Your radio station should have an engineer or technician to help you with this stuff…
What kind of recording system does the station normally use to play pre-recorded “spots” or PSA’s?
Thank you. If I were at all astute, I wouldn’t need to ask. But are you saying that if I burn the WAV files to a CD on the audio setting, the music should play on a regular CD player? Does the CD burner automatically convert the file from WAV to something else, and to what?
An audio CD has the same basic underlying PCM format as WAV. A 16-bit, 44.1klHz, stereo WAV file can be copied losslessly back-and-forth between audio CD and WAV.
Just for my understanding, which results in more loss: converting an mp3 to WAV and back to mp3, or editing and saving the original mp3?
When you edit an MP3 in Audacity (or any regular audio editor) it has to be decompressed. If you re-save as MP3, you are going through a 2nd lossy compression step. (There are special-purpose MP3 editors such as mp3directCut that can do some limited editing without decompressing.)
Another case of conflicting advise: Does saving an mp3 file at a higher kbps rate than the original cause distortion?
No. It’s probably “safest” to use a higher bitrate. There is (theoretical) damage done every time you compress. It’s not quite this simple, but basically at higher bitrates you have bigger files because less data is being “thrown” away. (BTW - AAC was designed to have minimal damage from re-compression.)
I have been given conflicting info on what formats will play on an audio CD player.
As Gale says, CD is a very specific format. However, some CD players in cars can play MP3 or WMA etc., and most DVD players can play various formats in addition to regular CDs and DVDs (most DVD players can play MP3). A USB port for a flash drive on a CD player is something special and you have to check the owner’s manual.
I’m a non-technical volunteer broadcaster on community radio. I was using mp3 on flash drives to play music on my radio shows, using the flash outlets on the audio CD players. I learned about how much quality loss there was in conversions by the time my audio got on the air
High quality (high bitrate) MP3 can sound identical to the uncompressed original, although “best practice” is to use a lossless source. For Internet radio the audio is likely to go through further lossy-compression, and it’s best to minimize the number of times the audio is lossy-compressed.
There are lossless compression formats such as FLAC & ALAC that can easily be tagged (with artist/album/title/artwork), but these formats are not as widely supported as WAV/MP3/AAC, and you’d need a format your radio station can easily play.
But WAV files cannot be played from flash dirves by the CD players, so I was advised to burn the files to CDs so they will play.
If the CD player can play MP3s, from a flash drive, I’m surprised it can’t play WAV. But, you’ll have to check the owner’s manual.
Another problem has been that files burned to CD will not read out the titles
If you play a CD on a computer, the player software usually takes a “fingerprint” of the CD and goes online to find the album/artist/title/artwork. Of course, if you have a homemade CD it will not be in the CDDB or Gracenote databases. (CD-TEXT is not universal.)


**Task directions**:
Would you restate every entry that follows, word for word, and leave out the pictures?

**Excerpts from a figure dataset**:

■ ■ ■ ■

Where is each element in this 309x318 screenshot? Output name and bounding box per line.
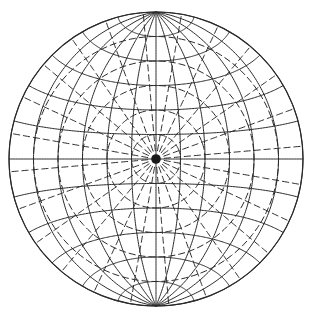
polar-meridian-line <box>157 167 169 305</box>
polar-meridian-line <box>163 75 277 155</box>
globe-graticule-diagram <box>0 0 309 318</box>
polar-meridian-line <box>62 165 151 271</box>
polar-meridian-line <box>36 164 150 244</box>
polar-meridian-line <box>10 160 148 172</box>
polar-meridian-line <box>164 146 302 158</box>
center-pole-hub <box>151 154 161 164</box>
polar-meridian-line <box>143 13 155 151</box>
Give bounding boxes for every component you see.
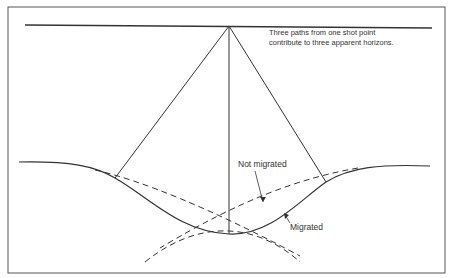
not-migrated-label: Not migrated xyxy=(238,159,287,169)
not-migrated-bottom-segment xyxy=(145,231,300,262)
figure-frame: Three paths from one shot point contribu… xyxy=(0,0,450,278)
not-migrated-arrowhead xyxy=(260,197,266,202)
figure-caption: Three paths from one shot point contribu… xyxy=(269,28,399,48)
ray-path-left xyxy=(115,26,229,178)
migrated-label: Migrated xyxy=(290,222,323,232)
not-migrated-left-segment xyxy=(95,170,300,256)
migrated-horizon xyxy=(19,162,430,234)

■ ■ ■ ■

**Answer for the task**:
Where is each element in this 309x318 screenshot? Output name and bounding box per line.
polar-meridian-line <box>157 167 169 305</box>
polar-meridian-line <box>163 75 277 155</box>
globe-graticule-diagram <box>0 0 309 318</box>
polar-meridian-line <box>62 165 151 271</box>
polar-meridian-line <box>36 164 150 244</box>
polar-meridian-line <box>10 160 148 172</box>
polar-meridian-line <box>164 146 302 158</box>
center-pole-hub <box>151 154 161 164</box>
polar-meridian-line <box>143 13 155 151</box>
Give bounding boxes for every component you see.
not-migrated-label: Not migrated xyxy=(238,159,287,169)
not-migrated-bottom-segment xyxy=(145,231,300,262)
figure-frame: Three paths from one shot point contribu… xyxy=(0,0,450,278)
not-migrated-arrowhead xyxy=(260,197,266,202)
figure-caption: Three paths from one shot point contribu… xyxy=(269,28,399,48)
ray-path-left xyxy=(115,26,229,178)
migrated-label: Migrated xyxy=(290,222,323,232)
not-migrated-left-segment xyxy=(95,170,300,256)
migrated-horizon xyxy=(19,162,430,234)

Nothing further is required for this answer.